Many musicians aren’t sharing in streaming riches. Can digital music economics change to benefit everyone?
Streaming services like Spotify and Apple Music rescued the music industry. They’re also tearing it apart.
Ben spoke with me about why streaming music has been a letdown for many musicians. The challenges reflect a larger question: What happens when the promise of making a living online from music, writing or building apps doesn’t match the reality?
To oversimplify, the big winners are the streaming services and the large record companies. The losers are the 99 percent of artists who aren’t at Beyoncé’s level of fame. And they’re angry about not sharing in the music industry’s success.
There’s a complicated and opaque formula that determines how the $10 monthly subscription for Spotify or Apple Music makes its way to artists. After those services take their cut, about $7 goes into a pot of money that gets split a bunch of ways — for the record labels, songwriters, music publishers, artists and others.
The more people listen to music, the less each song is worth because it cuts the pie into smaller and smaller slices. I’ve seen financial statements from some fairly popular independent musicians that suggest they’re making a pretty good living from streaming. But often, unless musicians have blockbuster numbers, they aren’t making a great deal.
The streaming services and the record labels both bear responsibility.
Spotify pays a big chunk of its sales to the record labels, and then it’s up to those labels to distribute the money to musicians. The music industry doesn’t have a great track record of paying artists fairly.
In China, upstart technology companies are doing something that can feel impossible. They’re challenging the tech kings.
One of the big questions about technology is whether America’s current tech giants like Google, Facebook and Amazon will stay powerful forever. In China, the answer is maybe not. (But we’ll see.)
In the last few years ByteDance, the company that makes the Douyin app and its international version TikTok, has also challenged China’s all-powerful Tencent.
I don’t want to go overboard. Alibaba and Tencent remain supremely powerful, and it’s hard to imagine that changing. ByteDance and Pinduoduo could have trouble staying popular and making money. It’s also difficult to know if China is a glimpse at what could happen to tech powers elsewhere in the world. China is unusual.
But it is intriguing to see technology superpowers confronted with newcomers bringing fresh ideas.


WHAT YOU ARE ASKED TO DO: With the exception of the pictures, write out the data below precisely.
Top of DATA SHOWN
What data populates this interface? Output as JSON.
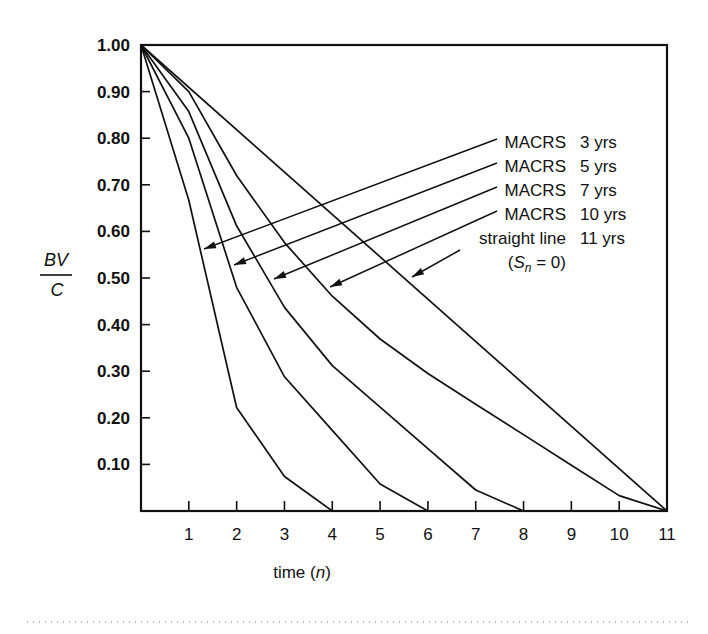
{
  "chart_data": {
    "type": "line",
    "title": "",
    "xlabel": "time (n)",
    "xlabel_parts": {
      "prefix": "time (",
      "var": "n",
      "suffix": ")"
    },
    "ylabel": "BV/C",
    "ylabel_parts": {
      "numerator": "BV",
      "denominator": "C"
    },
    "xlim": [
      0,
      11
    ],
    "ylim": [
      0,
      1.0
    ],
    "grid": false,
    "x_ticks": [
      1,
      2,
      3,
      4,
      5,
      6,
      7,
      8,
      9,
      10,
      11
    ],
    "y_ticks": [
      "0.10",
      "0.20",
      "0.30",
      "0.40",
      "0.50",
      "0.60",
      "0.70",
      "0.80",
      "0.90",
      "1.00"
    ],
    "y_tick_values": [
      0.1,
      0.2,
      0.3,
      0.4,
      0.5,
      0.6,
      0.7,
      0.8,
      0.9,
      1.0
    ],
    "legend_position": "inside-right, with arrows pointing to curves",
    "series": [
      {
        "name": "MACRS 3 yrs",
        "label": "MACRS",
        "period": "3 yrs",
        "x": [
          0,
          1,
          2,
          3,
          4
        ],
        "values": [
          1.0,
          0.667,
          0.222,
          0.074,
          0.0
        ]
      },
      {
        "name": "MACRS 5 yrs",
        "label": "MACRS",
        "period": "5 yrs",
        "x": [
          0,
          1,
          2,
          3,
          4,
          5,
          6
        ],
        "values": [
          1.0,
          0.8,
          0.48,
          0.288,
          0.173,
          0.058,
          0.0
        ]
      },
      {
        "name": "MACRS 7 yrs",
        "label": "MACRS",
        "period": "7 yrs",
        "x": [
          0,
          1,
          2,
          3,
          4,
          5,
          6,
          7,
          8
        ],
        "values": [
          1.0,
          0.857,
          0.612,
          0.437,
          0.312,
          0.223,
          0.134,
          0.045,
          0.0
        ]
      },
      {
        "name": "MACRS 10 yrs",
        "label": "MACRS",
        "period": "10 yrs",
        "x": [
          0,
          1,
          2,
          3,
          4,
          5,
          6,
          7,
          8,
          9,
          10,
          11
        ],
        "values": [
          1.0,
          0.9,
          0.72,
          0.576,
          0.461,
          0.369,
          0.295,
          0.229,
          0.164,
          0.098,
          0.033,
          0.0
        ]
      },
      {
        "name": "straight line 11 yrs",
        "label": "straight line",
        "period": "11 yrs",
        "note": "(Sn = 0)",
        "x": [
          0,
          11
        ],
        "values": [
          1.0,
          0.0
        ]
      }
    ],
    "annotations": [
      {
        "text": "MACRS 3 yrs",
        "arrow_to_series": 0
      },
      {
        "text": "MACRS 5 yrs",
        "arrow_to_series": 1
      },
      {
        "text": "MACRS 7 yrs",
        "arrow_to_series": 2
      },
      {
        "text": "MACRS 10 yrs",
        "arrow_to_series": 3
      },
      {
        "text": "straight line 11 yrs (Sn = 0)",
        "arrow_to_series": 4
      }
    ]
  },
  "legend": {
    "items": [
      {
        "label": "MACRS",
        "period": "3 yrs"
      },
      {
        "label": "MACRS",
        "period": "5 yrs"
      },
      {
        "label": "MACRS",
        "period": "7 yrs"
      },
      {
        "label": "MACRS",
        "period": "10 yrs"
      },
      {
        "label": "straight line",
        "period": "11 yrs"
      }
    ],
    "note_prefix": "(",
    "note_var": "S",
    "note_sub": "n",
    "note_suffix": " = 0)"
  },
  "colors": {
    "line": "#111111",
    "background": "#ffffff",
    "dotted_rule": "#777777"
  }
}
Bottom of DATA SHOWN
EXERCISE RESULT:
What data populates this interface? Output as JSON.
{
  "chart_data": {
    "type": "line",
    "title": "",
    "xlabel": "time (n)",
    "xlabel_parts": {
      "prefix": "time (",
      "var": "n",
      "suffix": ")"
    },
    "ylabel": "BV/C",
    "ylabel_parts": {
      "numerator": "BV",
      "denominator": "C"
    },
    "xlim": [
      0,
      11
    ],
    "ylim": [
      0,
      1.0
    ],
    "grid": false,
    "x_ticks": [
      1,
      2,
      3,
      4,
      5,
      6,
      7,
      8,
      9,
      10,
      11
    ],
    "y_ticks": [
      "0.10",
      "0.20",
      "0.30",
      "0.40",
      "0.50",
      "0.60",
      "0.70",
      "0.80",
      "0.90",
      "1.00"
    ],
    "y_tick_values": [
      0.1,
      0.2,
      0.3,
      0.4,
      0.5,
      0.6,
      0.7,
      0.8,
      0.9,
      1.0
    ],
    "legend_position": "inside-right, with arrows pointing to curves",
    "series": [
      {
        "name": "MACRS 3 yrs",
        "label": "MACRS",
        "period": "3 yrs",
        "x": [
          0,
          1,
          2,
          3,
          4
        ],
        "values": [
          1.0,
          0.667,
          0.222,
          0.074,
          0.0
        ]
      },
      {
        "name": "MACRS 5 yrs",
        "label": "MACRS",
        "period": "5 yrs",
        "x": [
          0,
          1,
          2,
          3,
          4,
          5,
          6
        ],
        "values": [
          1.0,
          0.8,
          0.48,
          0.288,
          0.173,
          0.058,
          0.0
        ]
      },
      {
        "name": "MACRS 7 yrs",
        "label": "MACRS",
        "period": "7 yrs",
        "x": [
          0,
          1,
          2,
          3,
          4,
          5,
          6,
          7,
          8
        ],
        "values": [
          1.0,
          0.857,
          0.612,
          0.437,
          0.312,
          0.223,
          0.134,
          0.045,
          0.0
        ]
      },
      {
        "name": "MACRS 10 yrs",
        "label": "MACRS",
        "period": "10 yrs",
        "x": [
          0,
          1,
          2,
          3,
          4,
          5,
          6,
          7,
          8,
          9,
          10,
          11
        ],
        "values": [
          1.0,
          0.9,
          0.72,
          0.576,
          0.461,
          0.369,
          0.295,
          0.229,
          0.164,
          0.098,
          0.033,
          0.0
        ]
      },
      {
        "name": "straight line 11 yrs",
        "label": "straight line",
        "period": "11 yrs",
        "note": "(Sn = 0)",
        "x": [
          0,
          11
        ],
        "values": [
          1.0,
          0.0
        ]
      }
    ],
    "annotations": [
      {
        "text": "MACRS 3 yrs",
        "arrow_to_series": 0
      },
      {
        "text": "MACRS 5 yrs",
        "arrow_to_series": 1
      },
      {
        "text": "MACRS 7 yrs",
        "arrow_to_series": 2
      },
      {
        "text": "MACRS 10 yrs",
        "arrow_to_series": 3
      },
      {
        "text": "straight line 11 yrs (Sn = 0)",
        "arrow_to_series": 4
      }
    ]
  },
  "legend": {
    "items": [
      {
        "label": "MACRS",
        "period": "3 yrs"
      },
      {
        "label": "MACRS",
        "period": "5 yrs"
      },
      {
        "label": "MACRS",
        "period": "7 yrs"
      },
      {
        "label": "MACRS",
        "period": "10 yrs"
      },
      {
        "label": "straight line",
        "period": "11 yrs"
      }
    ],
    "note_prefix": "(",
    "note_var": "S",
    "note_sub": "n",
    "note_suffix": " = 0)"
  },
  "colors": {
    "line": "#111111",
    "background": "#ffffff",
    "dotted_rule": "#777777"
  }
}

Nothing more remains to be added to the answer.